I welcome the hon. Gentleman to his Front-Bench responsibilities. I understand that he has been put in charge of the referendum campaign in the unfortunate event of a Labour Government; I hope that he will show the same enthusiasm for a "no" vote as he did on the last occasion.

I do not wish to embarrass the hon. Gentleman further on his first day out, but when he has an opportunity to examine his brief he will discover that the Barnett formula—which gives us our share, relative to population, of any increase in English expenditure—brings Scottish and English expenditure into line. He is advocating bringing Scottish expenditure into line with English expenditure, which must mean a tartan tax.

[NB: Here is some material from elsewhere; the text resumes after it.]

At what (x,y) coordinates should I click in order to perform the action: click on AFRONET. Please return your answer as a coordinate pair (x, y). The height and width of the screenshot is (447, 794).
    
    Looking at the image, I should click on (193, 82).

The point is that the existing level of expenditure has been agreed, and is historically there. If we had a parliament whose funding was determined down here, there would have to be some kind of assessment of need. I can tell the hon. Gentleman that many people in the Treasury will be delighted to hear his words, but they are not words that will ever come from the Conservative party, because we stand for Scotland's interests.

Mr. Dunn

Given that there is a link between Government income and public expenditure, will the Secretary of State confirm that we have no plans to tax 16 to 18-year-old students, to impose an employment tax or a tartan tax and, more significant for rural dwellers in Scotland, to tax the motorist?

Mr. Forsyth

I agree entirely with my hon. Friend. I am proud of our record in Scotland in sending youngsters from school to higher and further education. Far more youngsters are doing that. That is one of the reasons why we commit far more resources in the settlement that we were able to achieve last year and in previous years. I can think of nothing more disastrous than a tartan tax and a teenage tax, which would remove child benefit from children over the age of 16 still in higher education, as Labour Members wish to do. That would hit Scotland harder than any other part of the United Kingdom because more of our youngsters seek the opportunity of higher and further education.